Church of St Paul is a Grade II listed building in the Caerphilly local planning authority area, Wales. First listed on 17 March 1999. Church.
Church of St Paul
- WRENN ID
- high-mantel-raven
- Grade
- II
- Local Planning Authority
- Caerphilly
- Country
- Wales
- Date first listed
- 17 March 1999
- Type
- Church
- Source
- Cadw listing
Description
Church of St Paul
A rugged Gothic church in baronial style, built of well-mortared random rubble masonry including ironstone with roughly dressed quoins and red sandstone ashlar dressings, beneath a Welsh slate roof with corbelled eaves.
The east end displays a large five-light window with curvilinear tracery, apex ventilation slits, and tall tiered buttresses with saddleback caps that are battered at the base. On the north side, a projecting three-sided stair turret fits into the angle between vestry and chancel, lit by a lancet window, with a tall tapering chimney above. The gabled vestry wing has a recessed doorway (with another blocked), further lancets to light the organ loft at first floor level, and a blocked doorway.
The transept bays break forward to the west, each gabled with a three-light window of curvilinear tracery, hoodmould, and twin apex ventilation slits between ashlar bands. Buttresses with saddleback caps flank and separate these bays, supported by a projecting ground floor bay with shallow tiled roof, battered and fitted with twin lancets to each bay.
The west end shows raw edges of discontinued walls in vertical composition, with buttresses at each corner of the nave flanking a large west window without tracery and wooden frame. Buttresses and pilasters rise to support a hipped roof extending over the window, descending into the walls of the porch, which has a steep single-pitch roof with swept eaves supported by large roughly hewn stone corbels. Blank slated walls remain where the unbuilt aisles would have been at the transepts; the south transept is similar to the north, but includes a heavy moulded pointed arched doorway and a large east-facing archway blocked with wood. A wide arch on the south chancel wall is also blocked, marking the site of the unbuilt Lady Chapel; a priests' door and two lancets at upper level are present.
Interior
The interior has unrendered stone rubble walls with ashlar dressings. The nave of two bays has north and south aisles with tall slender octagonal piers and moulded pointed arches but no capitals. There is no chancel arch. To the south, a further smaller pointed arch is blocked with masonry with a low wide arch below; a similar taller pointed arch stands at the end of the south aisle, both curtained off. The south wall has recessed pointed arched paired and single lancets and doorways. Deep recessed arches at the west end terminate in blank walls to the north and south aisles. A shouldered doorway leads to the vestry on the north side with steps up to the organ chamber above with a small gallery; a similar doorway is on the south side, along with arches to the once-proposed Lady Chapel.
The roof is of principal moulded pegged oak trusses rising from corbels in the arcade spandrels. Paired trusses mark the division between nave and chancel and the sanctuary. Shallower intermediate trusses within each bay rise from the crenellated wallplate, with the ceiling between boarded in rectangular panels.
The chancel is three steps up, with the sanctuary dominated by an elaborate gilded triptych by Wippell's, the church furnishing company of Exeter, dating to around 1960, depicting the Last Supper with further scenes on the doors. A piscina is in the south wall; doors to the north and south have cusped heads. The furnishings include a plain stone pulpit, stone floor, a small octagonal font in Perpendicular style, and a memorial tablet to the founder of the church on the west wall.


HOW TO COMPLETE THIS TASK >>
Return all lines of the listing below that carry the word "marker".

DATASET RECORDS >>
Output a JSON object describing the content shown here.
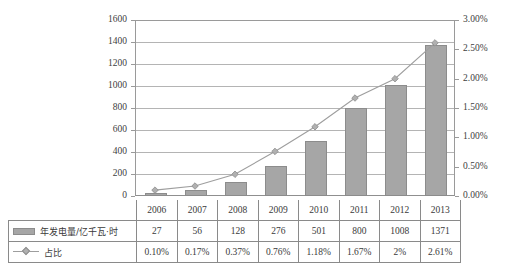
{
  "chart_data": {
    "type": "bar",
    "title": "",
    "xlabel": "",
    "ylabel": "",
    "grid": true,
    "legend_position": "table-below",
    "categories": [
      "2006",
      "2007",
      "2008",
      "2009",
      "2010",
      "2011",
      "2012",
      "2013"
    ],
    "series": [
      {
        "name": "年发电量/亿千瓦·时",
        "type": "bar",
        "axis": "left",
        "color": "#a6a6a6",
        "values": [
          27,
          56,
          128,
          276,
          501,
          800,
          1008,
          1371
        ],
        "value_labels": [
          "27",
          "56",
          "128",
          "276",
          "501",
          "800",
          "1008",
          "1371"
        ]
      },
      {
        "name": "占比",
        "type": "line",
        "axis": "right",
        "color": "#9e9e9e",
        "marker": "diamond",
        "values": [
          0.1,
          0.17,
          0.37,
          0.76,
          1.18,
          1.67,
          2.0,
          2.61
        ],
        "value_labels": [
          "0.10%",
          "0.17%",
          "0.37%",
          "0.76%",
          "1.18%",
          "1.67%",
          "2%",
          "2.61%"
        ]
      }
    ],
    "left_axis": {
      "min": 0,
      "max": 1600,
      "step": 200,
      "ticks": [
        "0",
        "200",
        "400",
        "600",
        "800",
        "1000",
        "1200",
        "1400",
        "1600"
      ]
    },
    "right_axis": {
      "min": 0,
      "max": 3.0,
      "step": 0.5,
      "ticks": [
        "0.00%",
        "0.50%",
        "1.00%",
        "1.50%",
        "2.00%",
        "2.50%",
        "3.00%"
      ]
    }
  },
  "table": {
    "header_row": [
      "2006",
      "2007",
      "2008",
      "2009",
      "2010",
      "2011",
      "2012",
      "2013"
    ],
    "rows": [
      {
        "label": "年发电量/亿千瓦·时",
        "legend_icon": "bar-swatch-icon",
        "cells": [
          "27",
          "56",
          "128",
          "276",
          "501",
          "800",
          "1008",
          "1371"
        ]
      },
      {
        "label": "占比",
        "legend_icon": "line-marker-swatch-icon",
        "cells": [
          "0.10%",
          "0.17%",
          "0.37%",
          "0.76%",
          "1.18%",
          "1.67%",
          "2%",
          "2.61%"
        ]
      }
    ]
  }
}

ANSWER TO THE PROBLEM >>
        "marker": "diamond",
        "legend_icon": "line-marker-swatch-icon",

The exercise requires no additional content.